ROT13 and ROT47 Encoder and Decoder
Encode or decode text with the ROT13 family of rotation ciphers. ROT13 shifts letters by 13, ROT5 shifts digits by 5, ROT18 does both, and ROT47 rotates all printable ASCII by 47. Every variant is its own inverse, so the same action scrambles and unscrambles, and the result updates live as you type.
How to use the ROT13 encoder
- Type or paste your text into the box.
- Pick a variant: ROT13, ROT47, ROT5 or ROT18.
- Read the result update live, then copy it (run it again to decode).
Examples
ROT13 a word
Text: Hello, variant: ROT13
Uryyb
Decode by running ROT13 again
Text: Uryyb, variant: ROT13
Hello
ROT5 shifts digits only
Text: 123, variant: ROT5
678
ROT47 rotates all printable ASCII
Text: Hello, variant: ROT47
w6==@
Frequently asked questions
How does ROT13 work?
ROT13 replaces each letter with the one 13 places ahead in the alphabet, wrapping from Z back to A. Because 13 is exactly half of 26, doing it a second time returns the original letter. That is why the same operation both encodes and decodes, and why there is no key to remember. Case is preserved and digits, spaces and punctuation are left unchanged.
Is ROT13 encryption?
No. ROT13 is not encryption and offers no real security. There is no key, so anyone can reverse it instantly, including this same tool. It is meant for hiding spoilers, puzzle answers or offensive jokes from casual view, not for protecting anything sensitive. For genuine secrecy use a password-based tool such as the AES-GCM text encrypt and decrypt tool.
What is the difference between ROT13, ROT5, ROT18 and ROT47?
ROT13 rotates letters A-Z and a-z by 13. ROT5 rotates the digits 0-9 by 5. ROT18 combines the two, so letters and digits are both rotated at once. ROT47 instead rotates every printable ASCII character from '!' to '~' by 47, which also scrambles punctuation. All four are their own inverse, so running the same variant a second time restores the original text.
Why do I need to run it twice to get my text back?
You do not run anything backwards. Each variant is self-inverse, meaning applying it once scrambles the text and applying the very same variant again unscrambles it. So to decode, paste the scrambled text, keep the same variant, and the output is your original message. The Swap button copies the result back into the input to make that easy.
Does ROT13 change numbers and punctuation?
ROT13 only touches letters, so digits, spaces, punctuation and emoji pass through untouched. If you also want to scramble digits, use ROT18, which adds ROT5 on top of ROT13. ROT47 goes further and rotates punctuation and digits along with letters, since it works over the whole printable ASCII range.
Is my text private?
Yes. The rotation runs entirely in your browser using JavaScript. Your text is never uploaded to a server and nothing is stored, so you can safely paste spoilers or draft messages.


GOAL OF THE EXERCISE:
Once you reach the line with "Describe the element at coordinates (431, 85)", transcribe it and every line after it to the end of the records, exactly, but not the pictures.

STUDY MATERIAL Block Start

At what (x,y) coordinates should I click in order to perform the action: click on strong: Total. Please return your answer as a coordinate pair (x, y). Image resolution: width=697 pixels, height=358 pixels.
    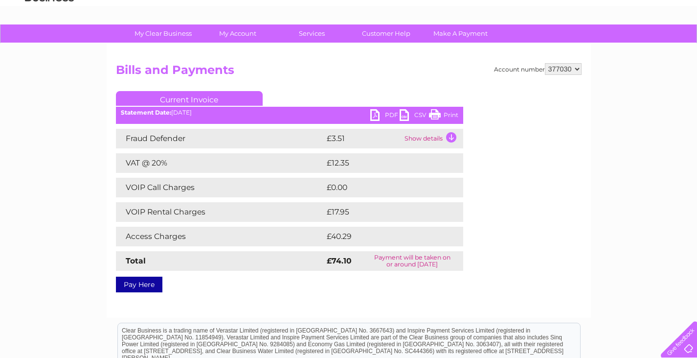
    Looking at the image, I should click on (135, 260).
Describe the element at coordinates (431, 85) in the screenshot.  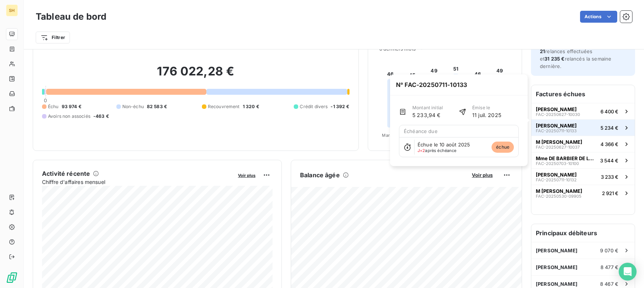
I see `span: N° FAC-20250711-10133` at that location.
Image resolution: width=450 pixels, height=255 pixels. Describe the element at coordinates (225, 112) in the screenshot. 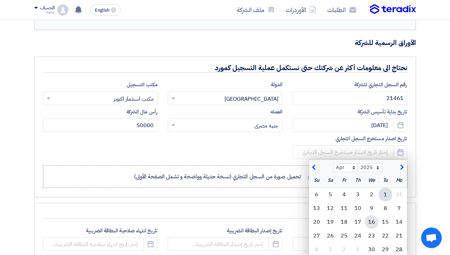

STUDY MATERIAL Block End

WORKED SOLUTION:
Describe the element at coordinates (431, 85) in the screenshot.  
I see `span: N° FAC-20250711-10133` at that location.
Image resolution: width=450 pixels, height=255 pixels. Describe the element at coordinates (225, 112) in the screenshot. 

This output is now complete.